Whether the legal marketing strategy for your law company is based on online marketing, niche marketing to particular industries, traditional advertising, or just retaining and growing wallet share of your stable of clients, you’ll need to create content.
Content is an essential dynamic of legal marketing, without it you might just as well not bother with a law firm marketing plan. But producing content means hard work, and you want to make the best of the writing that you can produce. Following are several ideas to help you use the two most commonly produced types of legal marketing content as best you can.
Law Firm Marketing – Written material (blogs, email alerts, brochures, guides, information sheets)
If you have created any quality, interesting material of any of the types above, you don’t need to just send it out once or print it and let it sit in your reception. You should distribute that content as broadly as possible. For each item of written material you produce, consider:
- Have I distributed it to as many, relevant, clients as I can?
- Is it loaded to my website?
- Have I emailed it direct to referrers, associates and other professionals?
- Have I linked it with a post on Facebook and a tweet on Twitter?
- Has it been sent to media contacts?
- Is everyone in my firm aware of it and can they explain it further if a client asks?
- Can I transform it into another type of content and distribute in a different forum?
Law Firm Marketing – Presentations
Presentations are usually created with a particular reception in mind, or because of a particular request. Therefore they are often presented only once then left to become stale. All of the time involved in preparing it gets just one presentation. If you want to get more out of your presentation consider:
- What other companies can I present it to?
- How could I let the most people know about it?
- Have I mentioned it on my website, Facebook, Twitter, and suggested that I present it to others?
- Can I send a hard copy of the presentation to those who couldn’t attend the seminar?
- Can I record an audio or video of the presentation and distribute it electronically online or directly?
- Is it viable to write an article or blog discussing topics that arose from the presentation?
- Have I sent additional content to all the people that were at the presentation?
Although some of these suggestions might feel like additional work just when you’ve possibly created a dent in your monthly billings with the amount of time you spent preparing the first lot of material, it’s important to consider that it’s far easier to add a small amount of time at the end to really impact on what you’ve already produced than it is to produced a completely new piece of legal marketing material.
Maximise the results of the time you put into law firm marketing and you’ll find that the next time you need to create content you will feel more positive about how effective the results will be.
John Gray is a practising lawyer and the Senior Marketer at John Gray Marketing, an Australian specialist law firm and legal marketing consultancy. If you are interested in law marketing, legal marketing and marketing for lawyers, contact John Gray today.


EXERCISE: In this material, which lines include the string "area"? Show them.

◇ ◇ ◇ ◇

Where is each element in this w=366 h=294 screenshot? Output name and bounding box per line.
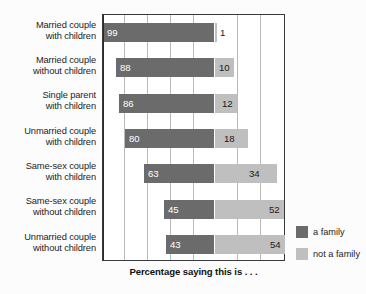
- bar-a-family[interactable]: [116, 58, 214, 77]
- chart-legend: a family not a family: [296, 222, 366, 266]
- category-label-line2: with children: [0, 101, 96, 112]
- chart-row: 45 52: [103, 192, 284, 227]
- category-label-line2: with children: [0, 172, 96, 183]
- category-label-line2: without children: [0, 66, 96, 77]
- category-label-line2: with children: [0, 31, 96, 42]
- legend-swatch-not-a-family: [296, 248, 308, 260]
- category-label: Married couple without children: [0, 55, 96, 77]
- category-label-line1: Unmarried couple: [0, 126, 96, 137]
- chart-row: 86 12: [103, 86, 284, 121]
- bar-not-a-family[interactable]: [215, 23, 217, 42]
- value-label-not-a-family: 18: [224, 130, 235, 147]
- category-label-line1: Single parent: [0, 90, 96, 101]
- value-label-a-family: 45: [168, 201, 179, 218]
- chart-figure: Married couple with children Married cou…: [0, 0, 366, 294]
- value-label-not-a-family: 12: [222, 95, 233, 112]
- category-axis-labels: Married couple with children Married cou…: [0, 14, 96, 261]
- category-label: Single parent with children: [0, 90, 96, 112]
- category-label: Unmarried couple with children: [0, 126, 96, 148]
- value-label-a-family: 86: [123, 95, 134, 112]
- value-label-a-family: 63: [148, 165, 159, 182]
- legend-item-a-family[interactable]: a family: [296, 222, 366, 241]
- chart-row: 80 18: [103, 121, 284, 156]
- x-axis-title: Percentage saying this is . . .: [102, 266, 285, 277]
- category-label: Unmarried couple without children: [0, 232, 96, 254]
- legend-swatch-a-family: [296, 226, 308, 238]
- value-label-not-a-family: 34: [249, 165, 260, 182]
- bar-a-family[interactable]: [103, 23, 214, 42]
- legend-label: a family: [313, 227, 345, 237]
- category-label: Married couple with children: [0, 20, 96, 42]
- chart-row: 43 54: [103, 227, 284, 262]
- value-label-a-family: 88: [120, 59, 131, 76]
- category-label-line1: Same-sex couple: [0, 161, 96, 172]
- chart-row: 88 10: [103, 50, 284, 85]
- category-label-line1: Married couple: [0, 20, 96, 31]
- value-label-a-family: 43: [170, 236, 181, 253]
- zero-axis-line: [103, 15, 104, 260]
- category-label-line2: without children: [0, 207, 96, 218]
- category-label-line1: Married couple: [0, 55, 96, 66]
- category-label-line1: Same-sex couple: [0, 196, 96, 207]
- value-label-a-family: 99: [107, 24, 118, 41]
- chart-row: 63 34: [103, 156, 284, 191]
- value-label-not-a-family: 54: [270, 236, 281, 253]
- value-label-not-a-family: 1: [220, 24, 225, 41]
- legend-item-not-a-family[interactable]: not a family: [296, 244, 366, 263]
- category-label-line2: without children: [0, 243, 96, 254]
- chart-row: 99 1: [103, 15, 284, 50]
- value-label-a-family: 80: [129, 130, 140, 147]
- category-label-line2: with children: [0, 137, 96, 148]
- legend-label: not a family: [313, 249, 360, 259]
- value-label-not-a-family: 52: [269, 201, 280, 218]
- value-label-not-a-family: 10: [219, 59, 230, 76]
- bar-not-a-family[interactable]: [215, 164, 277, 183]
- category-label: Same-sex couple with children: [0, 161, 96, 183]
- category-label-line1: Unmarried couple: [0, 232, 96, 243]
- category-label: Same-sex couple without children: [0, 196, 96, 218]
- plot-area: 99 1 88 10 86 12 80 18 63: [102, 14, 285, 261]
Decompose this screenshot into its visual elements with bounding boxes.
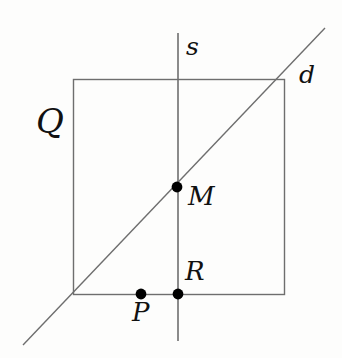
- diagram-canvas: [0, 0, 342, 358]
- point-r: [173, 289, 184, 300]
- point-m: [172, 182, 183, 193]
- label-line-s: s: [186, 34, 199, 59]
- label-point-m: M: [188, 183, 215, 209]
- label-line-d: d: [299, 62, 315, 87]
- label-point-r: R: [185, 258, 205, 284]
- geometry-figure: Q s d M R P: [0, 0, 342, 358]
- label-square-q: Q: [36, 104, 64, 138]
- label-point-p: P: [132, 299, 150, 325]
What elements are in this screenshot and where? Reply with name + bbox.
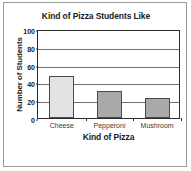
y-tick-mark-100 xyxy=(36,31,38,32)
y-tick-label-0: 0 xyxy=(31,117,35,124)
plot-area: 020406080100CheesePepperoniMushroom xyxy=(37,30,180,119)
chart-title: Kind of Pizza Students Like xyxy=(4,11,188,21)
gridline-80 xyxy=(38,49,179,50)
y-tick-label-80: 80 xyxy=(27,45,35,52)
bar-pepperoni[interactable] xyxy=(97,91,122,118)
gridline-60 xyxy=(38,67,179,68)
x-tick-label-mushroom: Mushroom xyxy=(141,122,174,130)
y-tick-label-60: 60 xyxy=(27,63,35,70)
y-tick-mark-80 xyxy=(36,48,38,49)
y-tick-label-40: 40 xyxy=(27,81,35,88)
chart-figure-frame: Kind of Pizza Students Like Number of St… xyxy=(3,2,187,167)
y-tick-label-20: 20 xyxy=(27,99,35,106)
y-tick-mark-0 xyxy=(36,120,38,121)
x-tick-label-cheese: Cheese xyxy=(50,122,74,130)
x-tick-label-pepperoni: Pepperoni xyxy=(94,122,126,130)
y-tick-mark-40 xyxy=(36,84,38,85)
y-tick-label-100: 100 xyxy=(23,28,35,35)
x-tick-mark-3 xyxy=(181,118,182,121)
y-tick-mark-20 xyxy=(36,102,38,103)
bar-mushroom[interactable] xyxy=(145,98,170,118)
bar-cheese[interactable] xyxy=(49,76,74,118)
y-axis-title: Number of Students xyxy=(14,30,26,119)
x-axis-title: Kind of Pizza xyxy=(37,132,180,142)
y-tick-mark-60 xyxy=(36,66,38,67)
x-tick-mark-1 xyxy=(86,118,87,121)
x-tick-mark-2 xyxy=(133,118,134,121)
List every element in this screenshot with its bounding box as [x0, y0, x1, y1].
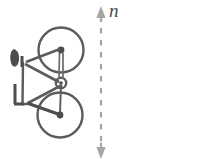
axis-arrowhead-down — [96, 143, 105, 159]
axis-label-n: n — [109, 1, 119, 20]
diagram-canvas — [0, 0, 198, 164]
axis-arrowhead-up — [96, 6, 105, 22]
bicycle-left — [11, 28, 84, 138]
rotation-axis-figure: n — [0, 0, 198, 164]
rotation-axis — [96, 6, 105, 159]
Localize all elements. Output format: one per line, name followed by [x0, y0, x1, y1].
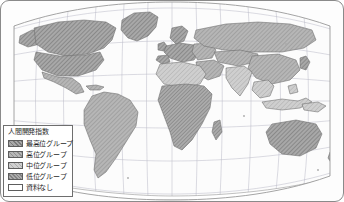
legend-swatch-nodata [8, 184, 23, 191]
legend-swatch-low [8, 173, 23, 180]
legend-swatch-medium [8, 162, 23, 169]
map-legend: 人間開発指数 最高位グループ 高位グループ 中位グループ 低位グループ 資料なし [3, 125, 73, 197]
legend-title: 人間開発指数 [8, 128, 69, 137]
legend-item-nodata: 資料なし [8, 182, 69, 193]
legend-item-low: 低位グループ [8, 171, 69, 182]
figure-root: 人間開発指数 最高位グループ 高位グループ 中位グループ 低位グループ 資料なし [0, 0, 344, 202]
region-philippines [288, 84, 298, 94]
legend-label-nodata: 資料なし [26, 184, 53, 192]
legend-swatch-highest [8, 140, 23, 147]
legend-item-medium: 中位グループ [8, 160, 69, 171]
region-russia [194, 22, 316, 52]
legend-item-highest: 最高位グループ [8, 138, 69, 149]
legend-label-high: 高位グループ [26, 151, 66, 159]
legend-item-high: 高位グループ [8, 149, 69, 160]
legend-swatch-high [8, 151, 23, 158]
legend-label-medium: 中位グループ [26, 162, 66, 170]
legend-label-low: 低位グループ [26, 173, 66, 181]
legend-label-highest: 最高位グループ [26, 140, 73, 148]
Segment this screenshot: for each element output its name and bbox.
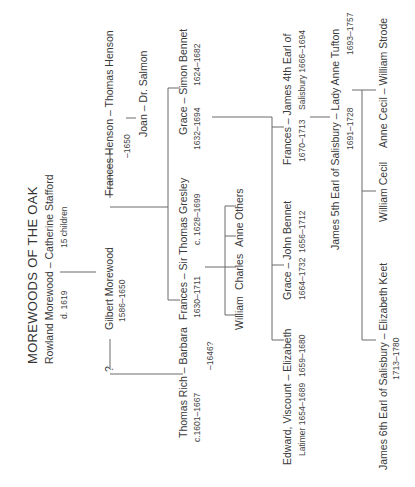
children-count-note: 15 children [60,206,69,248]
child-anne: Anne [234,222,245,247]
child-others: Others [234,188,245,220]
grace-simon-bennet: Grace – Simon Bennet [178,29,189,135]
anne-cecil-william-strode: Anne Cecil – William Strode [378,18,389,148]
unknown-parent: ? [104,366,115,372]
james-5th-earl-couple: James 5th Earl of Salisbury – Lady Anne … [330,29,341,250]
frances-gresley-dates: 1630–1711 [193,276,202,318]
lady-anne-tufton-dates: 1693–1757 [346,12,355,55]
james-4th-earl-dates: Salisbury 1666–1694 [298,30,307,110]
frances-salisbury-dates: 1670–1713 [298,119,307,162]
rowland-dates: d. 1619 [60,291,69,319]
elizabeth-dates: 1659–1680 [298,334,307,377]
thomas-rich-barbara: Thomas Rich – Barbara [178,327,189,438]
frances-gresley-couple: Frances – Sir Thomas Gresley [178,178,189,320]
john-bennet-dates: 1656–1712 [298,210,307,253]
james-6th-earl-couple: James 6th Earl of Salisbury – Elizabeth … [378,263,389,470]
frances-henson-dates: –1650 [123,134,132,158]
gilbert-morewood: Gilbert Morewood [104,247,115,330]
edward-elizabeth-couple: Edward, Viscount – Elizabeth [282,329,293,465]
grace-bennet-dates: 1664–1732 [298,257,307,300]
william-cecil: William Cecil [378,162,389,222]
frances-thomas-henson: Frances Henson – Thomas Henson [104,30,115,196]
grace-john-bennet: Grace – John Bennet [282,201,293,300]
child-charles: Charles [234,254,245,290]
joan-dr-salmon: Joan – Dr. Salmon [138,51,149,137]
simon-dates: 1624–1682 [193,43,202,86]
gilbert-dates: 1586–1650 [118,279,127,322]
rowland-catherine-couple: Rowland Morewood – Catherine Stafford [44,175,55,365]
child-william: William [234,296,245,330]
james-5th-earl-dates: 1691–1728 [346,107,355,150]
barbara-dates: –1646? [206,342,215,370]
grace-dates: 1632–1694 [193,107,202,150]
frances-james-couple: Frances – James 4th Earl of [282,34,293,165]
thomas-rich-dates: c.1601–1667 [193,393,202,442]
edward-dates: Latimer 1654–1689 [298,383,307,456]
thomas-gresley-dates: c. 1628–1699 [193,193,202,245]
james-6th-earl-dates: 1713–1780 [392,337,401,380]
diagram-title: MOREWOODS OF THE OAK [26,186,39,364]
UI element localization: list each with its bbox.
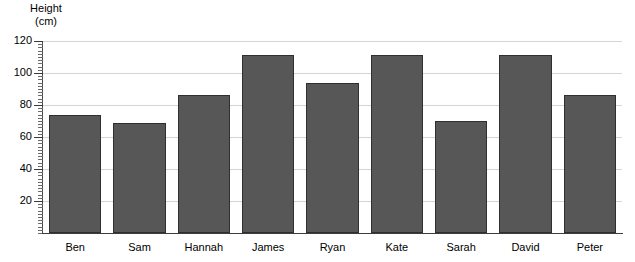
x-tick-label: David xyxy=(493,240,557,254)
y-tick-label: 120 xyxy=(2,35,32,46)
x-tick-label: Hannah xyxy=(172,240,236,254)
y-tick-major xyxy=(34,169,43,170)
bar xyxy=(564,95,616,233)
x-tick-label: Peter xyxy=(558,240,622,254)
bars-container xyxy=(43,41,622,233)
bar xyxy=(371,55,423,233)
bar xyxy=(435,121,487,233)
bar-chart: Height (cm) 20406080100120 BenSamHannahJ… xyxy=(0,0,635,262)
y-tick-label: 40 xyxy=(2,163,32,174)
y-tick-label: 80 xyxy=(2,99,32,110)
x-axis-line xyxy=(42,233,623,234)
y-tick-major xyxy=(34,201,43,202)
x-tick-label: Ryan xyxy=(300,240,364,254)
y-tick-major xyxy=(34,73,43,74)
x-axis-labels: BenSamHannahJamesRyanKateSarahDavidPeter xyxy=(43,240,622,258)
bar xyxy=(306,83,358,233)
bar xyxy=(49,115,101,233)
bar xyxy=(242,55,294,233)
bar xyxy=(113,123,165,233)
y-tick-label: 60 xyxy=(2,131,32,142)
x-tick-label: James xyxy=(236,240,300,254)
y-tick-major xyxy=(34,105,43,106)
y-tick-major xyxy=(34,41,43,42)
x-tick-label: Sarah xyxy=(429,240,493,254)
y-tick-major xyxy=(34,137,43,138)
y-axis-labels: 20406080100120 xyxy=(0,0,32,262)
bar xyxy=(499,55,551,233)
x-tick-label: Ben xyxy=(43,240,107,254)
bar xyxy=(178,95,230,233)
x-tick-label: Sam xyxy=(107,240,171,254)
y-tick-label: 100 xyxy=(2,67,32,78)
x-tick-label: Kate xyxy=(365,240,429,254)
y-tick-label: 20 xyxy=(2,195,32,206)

◇ ◇ ◇ ◇

RESPONSE TO THE TASK:
- plot-area: 99 1 88 10 86 12 80 18 63: [102, 14, 285, 261]
plot-area: 020406080100CheesePepperoniMushroom xyxy=(37,30,180,119)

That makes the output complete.